When I was 15, I studied German GCSE. I despised it. No offence to any German’s reading this, but I always thought it was such an ugly language, and so difficult to pronounce. My teacher gave me very little attention because she knew I had no intention of continuing with it past that year, so I found myself making small paper houses and flowers out of practise exams at the back of the room. A term before our final tests, we were assigned pen pals. ‘Conversing with a native speaker will help with the fluency of your writing’ Said Frau Elders. Some of my friends were seemingly quite delighted by this. However, this was not my idea of fun. I had five close friends at school that barely understood me as it was, I didn’t want another one who I would struggle to communicate with.
As a 15 year old with a face full of braces and eyes that protruded a little bit too far out of my face I was awkward and obtuse, with no intention to embarrass myself with feedback letters revealing that my German grammar was appalling.  We had a week period to compose our letters and send them off. I avoided the task until the night before the deadline. I decided to start writing, her name was Anna, which is my middle name. Great! This can be the topic of conversation for the whole letter…
‘Hallo Anna, mein zweiter Vorname ist Anna, auch’. ‘Ich denke, das ist gut.’
(Hello Anna, my middle name is Anna too, I think this is good.’) Additionally I copied a few text book phrases and was done with it.
A truly pathetic attempt, but as far as I was concerned this letter disclosed enough information about me. I drew a picture of myself with bright yellow hair in a small green kilt, which was my uniform, not an outfit of my choice.
The letter I received back was an embarrassing reminder the German’s incredible efficiency and skill when it comes to learning a foreign language. A three page letter in a fluid inky script revealed more than I knew about the majority of my cousins. Clearly their six hour English lessons have got nothing on our 45 minutes a week.

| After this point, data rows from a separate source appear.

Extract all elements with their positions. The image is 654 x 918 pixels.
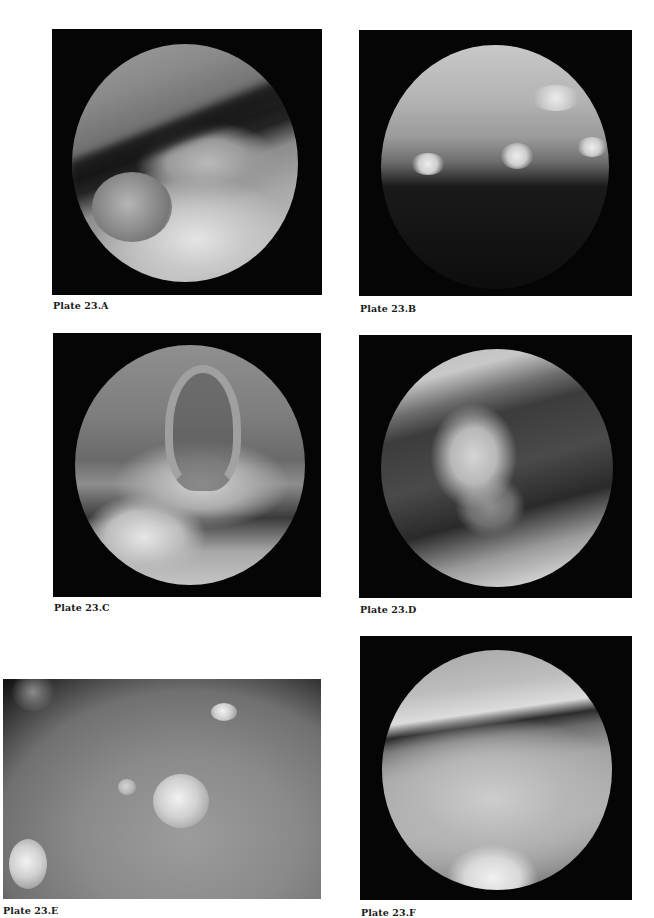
plate-caption: Plate 23.B — [360, 303, 416, 314]
tissue-arch — [165, 365, 241, 491]
nodule — [501, 143, 533, 169]
plate-23e-image — [3, 679, 321, 899]
nodule — [577, 137, 607, 157]
endoscopic-view-circle — [382, 650, 612, 890]
small-cyst — [118, 779, 136, 795]
tissue-lobe — [92, 172, 172, 242]
plate-23a-image — [52, 29, 322, 295]
plate-caption: Plate 23.A — [53, 300, 109, 311]
endoscopic-view-circle — [75, 345, 305, 585]
nodule — [411, 153, 445, 175]
central-cyst — [153, 774, 209, 828]
plate-caption: Plate 23.F — [361, 907, 416, 918]
plate-23f-image — [360, 636, 632, 900]
plate-23b-image — [359, 30, 632, 296]
endoscopic-view-circle — [381, 45, 609, 289]
tissue-fold — [11, 679, 55, 711]
plate-caption: Plate 23.E — [3, 905, 58, 916]
small-cyst — [211, 703, 237, 721]
plate-23d-image — [359, 335, 632, 598]
shadow-band — [72, 66, 298, 186]
small-cyst — [9, 839, 47, 889]
plate-caption: Plate 23.D — [360, 604, 416, 615]
plate-caption: Plate 23.C — [54, 602, 110, 613]
plate-23c-image — [53, 333, 321, 597]
nodule — [531, 85, 581, 111]
endoscopic-view-circle — [72, 44, 298, 282]
endoscopic-view-circle — [381, 349, 613, 587]
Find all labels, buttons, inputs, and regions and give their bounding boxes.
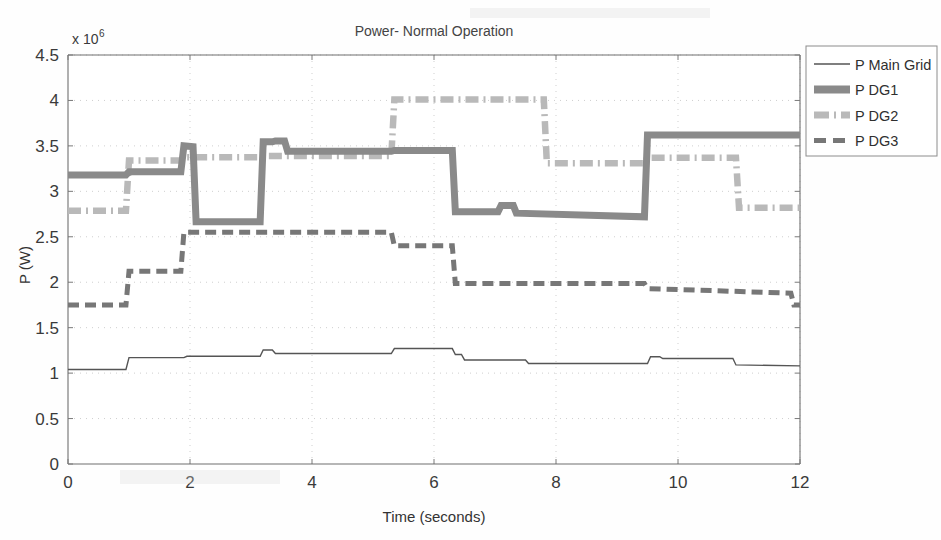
y-tick-label: 4 <box>50 91 59 110</box>
chart-legend[interactable]: P Main GridP DG1P DG2P DG3 <box>806 46 937 156</box>
chart-figure: 00.511.522.533.544.5 024681012 x 10 6 P … <box>0 0 941 540</box>
y-exponent-power: 6 <box>99 28 105 39</box>
y-tick-label: 3.5 <box>35 137 59 156</box>
y-tick-label: 0 <box>50 455 59 474</box>
chart-title: Power- Normal Operation <box>355 23 514 39</box>
y-axis-exponent: x 10 6 <box>72 28 105 47</box>
x-tick-label: 10 <box>669 473 688 492</box>
x-axis-label: Time (seconds) <box>383 508 486 525</box>
legend-label: P Main Grid <box>855 57 931 73</box>
legend-label: P DG1 <box>855 82 898 98</box>
legend-label: P DG3 <box>855 133 898 149</box>
y-tick-label: 2 <box>50 273 59 292</box>
x-tick-label: 4 <box>307 473 316 492</box>
y-exponent-prefix: x 10 <box>72 31 99 47</box>
y-axis-label: P (W) <box>16 246 33 284</box>
legend-label: P DG2 <box>855 108 898 124</box>
y-tick-label: 1 <box>50 364 59 383</box>
x-tick-label: 0 <box>63 473 72 492</box>
y-tick-label: 0.5 <box>35 410 59 429</box>
x-tick-label: 6 <box>429 473 438 492</box>
power-line-chart: 00.511.522.533.544.5 024681012 x 10 6 P … <box>0 0 941 540</box>
y-tick-label: 2.5 <box>35 228 59 247</box>
x-tick-label: 8 <box>551 473 560 492</box>
x-tick-label: 12 <box>791 473 810 492</box>
y-tick-label: 1.5 <box>35 319 59 338</box>
y-tick-label: 4.5 <box>35 46 59 65</box>
y-tick-label: 3 <box>50 182 59 201</box>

Marc asked us to get in contact with old friends this holiday. Not that I ever counted Anna as a friend, but a part of me always felt a strong pang of guilt at my lack of effort towards our correspondence.  If there was ever a time to write, I guess this was it. 5 years later…
Weirdly, I have her on Facebook. I wrote out a very small and timid post, telling her that I was planning on visiting Hamburg in the summer with my family, to visit some friends. I made no attempt to write it in german, mostly for fear that she would laugh at me, or worse, post it to her twitter or something. I asked her where would be good for me to visit. I wished her a very happy new year and hoped she is getting on well at university. Despite my fear of rejection I still clicked send, I’m looking forward to seeing what she replies.